Read more on our documentation site.

Installation

rLLM requires Python >= 3.10 (3.11 is needed if using tinker). You can install it either directly via pip or build from source.

uv pip install "rllm @ git+https://v-gh.miaizhe.xyz/rllm-org/rllm.git"

this installs dependencies for running rllm cli, which uses Tinker as the training backend.

To use verl as the training backend (GPU machine required), install via

# For distributed GPU training (verl + vLLM/SGLang)
uv pip install rllm[verl] @ git+https://v-gh.miaizhe.xyz/rllm-org/rllm.git

For building from source or Docker, see the installation guide.

Quickstart

Option A: CLI (no code needed)

# 1. Configure your model provider
rllm model setup

# 2. Evaluate on a benchmark
rllm eval gsm8k

# 3. Train with RL
rllm train gsm8k

Option B: Python API

Define a rollout (your agent) and an evaluator (your reward function), then hand them to the trainer:

# my_flow.py
from openai import OpenAI
import rllm
from rllm.experimental.eval.types import AgentConfig, Task
from rllm.types import Episode, Trajectory

@rllm.rollout
def solve(task: Task, config: AgentConfig) -> Episode:
    client = OpenAI(base_url=config.base_url, api_key="EMPTY")
    response = client.chat.completions.create(
        model=config.model,
        messages=[{"role": "user", "content": task.data["question"]}],
    )
    answer = response.choices[0].message.content or ""
    return Episode(
        trajectories=[Trajectory(name="solver", steps=[])],
        artifacts={"answer": answer},
    )
# my_evaluator.py
import rllm
from rllm.experimental.eval.types import EvalOutput, Signal, _extract_agent_answer
from rllm.types import Episode

@rllm.evaluator
def score(task: dict, episode: Episode) -> EvalOutput:
    answer = _extract_agent_answer(episode)
    is_correct = answer.strip() == task["ground_truth"].strip()
    reward = 1.0 if is_correct else 0.0
    return EvalOutput(reward=reward, is_correct=is_correct,
                      signals=[Signal(name="accuracy", value=reward)])
# train.py
from rllm.experimental.unified_trainer import AgentTrainer

trainer = AgentTrainer(
    backend="tinker",
    agent_flow=solve,
    evaluator=score,
    config=config,
    train_dataset=dataset,
)
trainer.train()

During training, config.base_url points to a gateway that transparently captures token IDs and logprobs — your agent code stays the same for eval and training.

See the cookbooks for complete working examples (single-turn VLM solver, multi-agent solver-judge, and more).

Architecture

rLLM follows a simple pipeline: run your agent → collect traces → compute rewards → update the model.

┌──────────────┐    ┌──────────────┐    ┌──────────────┐    ┌──────────────┐
│  Your Agent  │───▶│    Traces     │───▶│   Rewards    │───▶│  RL Update   │
│  (any code)  │    │  (auto-logged)│    │ (your logic) │    │  (GRPO etc.) │
└──────────────┘    └──────────────┘    └──────────────┘    └──────────────┘

Your agent runs as-is — rLLM's SDK intercepts LLM calls and structures them into Episodes (one task) containing Trajectories (one agent run) made of Steps (one LLM call).
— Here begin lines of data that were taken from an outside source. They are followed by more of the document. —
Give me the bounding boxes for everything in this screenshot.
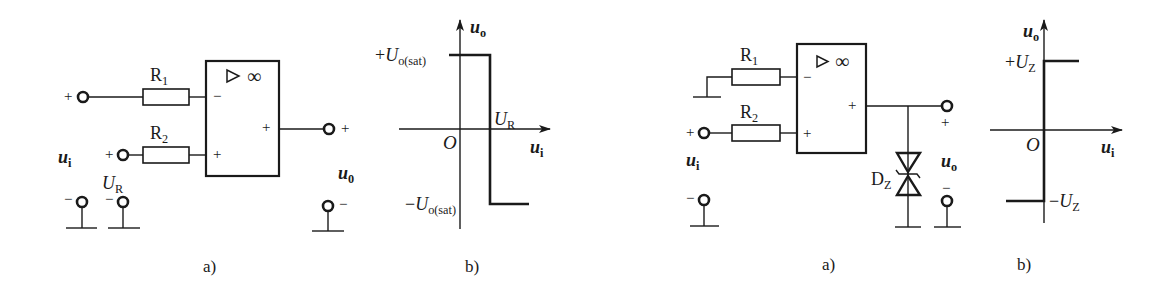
label-uo: u0 xyxy=(338,164,354,185)
resistor-r1 xyxy=(732,69,780,85)
label-ui: ui xyxy=(58,148,71,169)
graph-top-level: +Uo(sat) xyxy=(375,46,426,67)
terminal-output-plus xyxy=(324,124,334,134)
terminal-input-minus xyxy=(699,195,709,205)
label-ur: UR xyxy=(102,174,123,195)
opamp-inverting-sign: − xyxy=(803,70,811,85)
input-plus-sign: + xyxy=(686,125,694,140)
graph-top-level: +UZ xyxy=(1005,53,1036,74)
graph-x-label: ui xyxy=(1101,138,1114,159)
ref-plus-sign: + xyxy=(105,147,113,162)
output-minus-sign: − xyxy=(339,197,347,212)
terminal-ref-minus xyxy=(118,197,128,207)
terminal-input-minus xyxy=(77,197,87,207)
graph-y-label: uo xyxy=(1023,22,1039,43)
diagram-lines xyxy=(0,0,1174,294)
caption-right-b: b) xyxy=(1017,256,1031,273)
caption-left-a: a) xyxy=(203,258,216,275)
opamp-inverting-sign: − xyxy=(213,89,221,104)
output-minus-sign: − xyxy=(942,181,950,196)
graph-x-label: ui xyxy=(530,138,543,159)
infinity-icon: ∞ xyxy=(835,51,849,71)
input-minus-sign: − xyxy=(64,192,72,207)
terminal-ref-plus xyxy=(118,150,128,160)
label-r1: R1 xyxy=(150,66,168,87)
graph-origin: O xyxy=(1026,135,1040,154)
opamp-noninverting-sign: + xyxy=(213,147,221,162)
opamp-noninverting-sign: + xyxy=(803,126,811,141)
input-minus-sign: − xyxy=(686,191,694,206)
graph-origin: O xyxy=(443,133,457,152)
resistor-r2 xyxy=(143,147,189,163)
transfer-curve xyxy=(1006,61,1079,201)
resistor-r2 xyxy=(732,125,780,141)
label-r2: R2 xyxy=(740,103,758,124)
output-plus-sign: + xyxy=(941,115,949,130)
graph-y-label: uo xyxy=(470,18,486,39)
terminal-output-minus xyxy=(323,201,333,211)
diagram-stage: R1 R2 ▷ ∞ ∞ − + + + + + − − − ui UR u0 a… xyxy=(0,0,1174,294)
terminal-input-plus xyxy=(78,92,88,102)
caption-right-a: a) xyxy=(822,256,835,273)
infinity-icon: ∞ xyxy=(247,66,261,86)
opamp-output-sign: + xyxy=(848,98,856,113)
output-plus-sign: + xyxy=(341,121,349,136)
caption-left-b: b) xyxy=(465,258,479,275)
graph-bottom-level: −Uo(sat) xyxy=(405,195,456,216)
label-r2: R2 xyxy=(150,124,168,145)
label-r1: R1 xyxy=(740,46,758,67)
right-comparator-circuit xyxy=(690,44,961,227)
graph-bottom-level: −UZ xyxy=(1049,192,1080,213)
input-plus-sign: + xyxy=(64,89,72,104)
terminal-input-plus xyxy=(699,128,709,138)
label-dz: DZ xyxy=(871,170,891,191)
label-ui: ui xyxy=(686,151,699,172)
terminal-output-plus xyxy=(942,101,952,111)
resistor-r1 xyxy=(143,89,189,105)
opamp-output-sign: + xyxy=(262,120,270,135)
graph-threshold-label: UR xyxy=(494,110,515,131)
terminal-output-minus xyxy=(942,196,952,206)
label-uo: uo xyxy=(941,152,957,173)
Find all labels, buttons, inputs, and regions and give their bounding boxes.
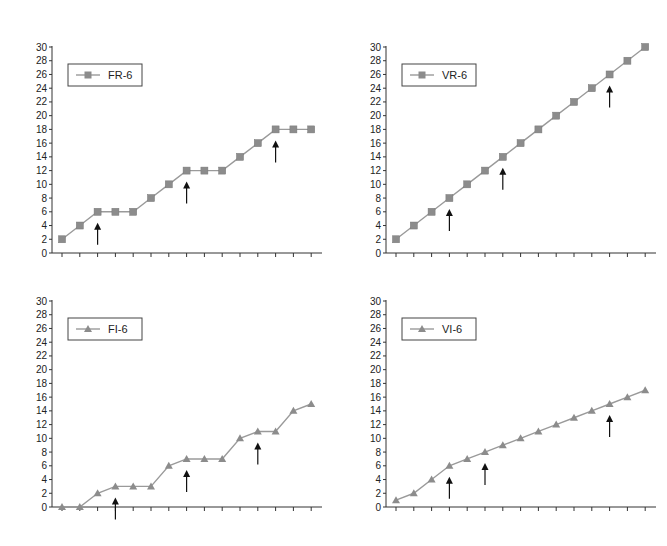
square-marker <box>59 236 66 243</box>
y-tick-label: 22 <box>370 96 382 107</box>
markers <box>58 400 315 510</box>
y-tick-label: 12 <box>370 419 382 430</box>
y-tick-label: 30 <box>370 296 382 307</box>
square-marker <box>535 126 542 133</box>
square-marker <box>165 181 172 188</box>
y-tick-label: 22 <box>36 96 48 107</box>
y-tick-label: 30 <box>36 296 48 307</box>
y-tick-label: 16 <box>370 392 382 403</box>
y-tick-label: 2 <box>375 488 381 499</box>
y-tick-label: 8 <box>375 193 381 204</box>
square-marker <box>428 208 435 215</box>
triangle-marker <box>307 400 315 407</box>
y-tick-label: 28 <box>370 309 382 320</box>
y-tick-label: 12 <box>370 165 382 176</box>
square-marker <box>219 167 226 174</box>
y-tick-label: 26 <box>370 69 382 80</box>
y-tick-label: 26 <box>36 69 48 80</box>
chart-svg: 024681012141618202224262830FI-6 <box>0 254 333 527</box>
square-marker <box>130 208 137 215</box>
square-marker <box>148 195 155 202</box>
arrows <box>94 140 279 244</box>
square-marker <box>446 195 453 202</box>
chart-fr6: 024681012141618202224262830FR-6 <box>0 0 333 273</box>
arrow-up-icon <box>183 470 190 477</box>
legend-label: FR-6 <box>108 69 132 81</box>
triangle-marker <box>641 386 649 393</box>
y-tick-label: 16 <box>370 138 382 149</box>
legend-square-marker <box>419 72 426 79</box>
y-tick-label: 24 <box>36 83 48 94</box>
y-tick-label: 10 <box>370 179 382 190</box>
y-tick-label: 10 <box>36 433 48 444</box>
y-tick-label: 28 <box>36 55 48 66</box>
y-tick-label: 26 <box>36 323 48 334</box>
square-marker <box>624 57 631 64</box>
y-tick-label: 18 <box>36 124 48 135</box>
chart-vr6: 024681012141618202224262830VR-6 <box>334 0 667 273</box>
legend-label: FI-6 <box>108 323 128 335</box>
square-marker <box>254 140 261 147</box>
square-marker <box>290 126 297 133</box>
y-tick-label: 22 <box>36 350 48 361</box>
legend: FR-6 <box>68 64 142 86</box>
y-tick-label: 20 <box>36 110 48 121</box>
arrow-up-icon <box>183 182 190 189</box>
y-tick-label: 2 <box>375 234 381 245</box>
square-marker <box>76 222 83 229</box>
y-tick-label: 26 <box>370 323 382 334</box>
square-marker <box>410 222 417 229</box>
legend-square-marker <box>85 72 92 79</box>
y-tick-label: 6 <box>375 206 381 217</box>
arrows <box>446 85 613 231</box>
y-tick-label: 4 <box>41 474 47 485</box>
y-tick-label: 14 <box>370 151 382 162</box>
square-marker <box>201 167 208 174</box>
y-tick-label: 22 <box>370 350 382 361</box>
square-marker <box>606 71 613 78</box>
square-marker <box>112 208 119 215</box>
legend-label: VR-6 <box>442 69 467 81</box>
y-tick-label: 30 <box>36 42 48 53</box>
chart-svg: 024681012141618202224262830FR-6 <box>0 0 333 273</box>
square-marker <box>499 153 506 160</box>
chart-fi6: 024681012141618202224262830FI-6 <box>0 254 333 527</box>
legend: VR-6 <box>402 64 476 86</box>
square-marker <box>517 140 524 147</box>
y-tick-label: 24 <box>370 83 382 94</box>
y-tick-label: 4 <box>41 220 47 231</box>
square-marker <box>482 167 489 174</box>
y-tick-label: 14 <box>36 405 48 416</box>
y-tick-label: 12 <box>36 165 48 176</box>
square-marker <box>464 181 471 188</box>
y-tick-label: 18 <box>36 378 48 389</box>
y-tick-label: 14 <box>370 405 382 416</box>
y-tick-label: 20 <box>370 364 382 375</box>
legend-label: VI-6 <box>442 323 462 335</box>
square-marker <box>237 153 244 160</box>
square-marker <box>393 236 400 243</box>
y-tick-label: 20 <box>36 364 48 375</box>
y-tick-label: 28 <box>370 55 382 66</box>
y-tick-label: 24 <box>36 337 48 348</box>
markers <box>392 386 649 503</box>
y-tick-label: 18 <box>370 124 382 135</box>
arrow-up-icon <box>112 497 119 504</box>
arrow-up-icon <box>272 140 279 147</box>
legend: VI-6 <box>402 318 476 340</box>
y-tick-label: 0 <box>375 502 381 513</box>
square-marker <box>642 44 649 51</box>
y-tick-label: 4 <box>375 220 381 231</box>
arrow-up-icon <box>606 85 613 92</box>
y-tick-label: 24 <box>370 337 382 348</box>
y-tick-label: 6 <box>41 206 47 217</box>
arrow-up-icon <box>482 463 489 470</box>
arrow-up-icon <box>606 415 613 422</box>
y-tick-label: 4 <box>375 474 381 485</box>
chart-svg: 024681012141618202224262830VI-6 <box>334 254 667 527</box>
arrow-up-icon <box>254 442 261 449</box>
square-marker <box>588 85 595 92</box>
square-marker <box>553 112 560 119</box>
y-tick-label: 0 <box>41 502 47 513</box>
y-tick-label: 20 <box>370 110 382 121</box>
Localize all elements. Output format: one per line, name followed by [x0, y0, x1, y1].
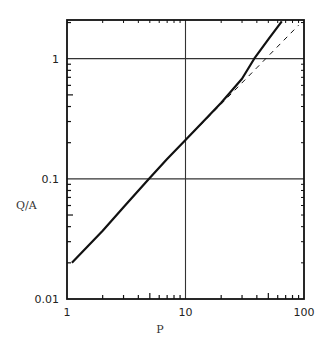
- x-axis-label: P: [156, 323, 164, 336]
- dashed-asymptote-line: [186, 25, 299, 140]
- x-tick-label: 100: [294, 306, 315, 319]
- solid-curve-line: [72, 21, 282, 262]
- chart: 1101000.010.11PQ/A: [0, 0, 328, 339]
- y-tick-label: 1: [52, 53, 59, 66]
- x-tick-label: 1: [64, 306, 71, 319]
- x-tick-label: 10: [179, 306, 193, 319]
- y-tick-label: 0.01: [35, 293, 60, 306]
- y-tick-label: 0.1: [42, 173, 60, 186]
- y-axis-label: Q/A: [16, 199, 38, 212]
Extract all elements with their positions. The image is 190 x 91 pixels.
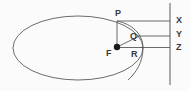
label-f: F xyxy=(106,49,112,58)
ellipse-outline xyxy=(13,16,143,80)
geometry-figure: P Q R F X Y Z xyxy=(0,0,190,91)
label-q: Q xyxy=(130,32,137,41)
label-r: R xyxy=(131,50,138,59)
inner-arc xyxy=(117,21,143,80)
label-x: X xyxy=(176,16,182,25)
focus-point-dot xyxy=(114,44,120,50)
figure-canvas xyxy=(0,0,190,91)
label-z: Z xyxy=(176,43,182,52)
label-p: P xyxy=(115,9,121,18)
label-y: Y xyxy=(176,30,182,39)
A reward function scores the result, and the RL algorithm updates the model weights. The same agent code works for both eval and training.

Under the hood:

  • Workflow Engine runs N parallel agent instances to collect rollouts
  • LiteLLM Proxy routes requests and captures token IDs + logprobs
  • Transform Pipeline groups trajectories for advantage computation
  • Training Backend (verl or tinker) handles the policy update

Community Projects

Articles & Blog Posts

Acknowledgements

Our work is done as part of Berkeley Sky Computing Lab. The rLLM team is generously supported by grants from Laude Institute, AWS, Hyperbolic, Fireworks AI, and Modal. We pay special thanks to Together AI for the research partnership and compute support.

Citation

@misc{rllm2025,
  title={rLLM: A Framework for Post-Training Language Agents},
  author={Sijun Tan and Michael Luo and Colin Cai and Tarun Venkat and Kyle Montgomery and Aaron Hao and Tianhao Wu and Arnav Balyan and Manan Roongta and Chenguang Wang and Li Erran Li and Raluca Ada Popa and Ion Stoica},
  year={2025},
  howpublished={\url{https://pretty-radio-b75.notion.site/rLLM-A-Framework-for-Post-Training-Language-Agents-21b81902c146819db63cd98a54ba5f31}},
  note={Notion Blog},
}

You may also cite our prior work DeepScaleR, DeepCoder, and DeepSWE.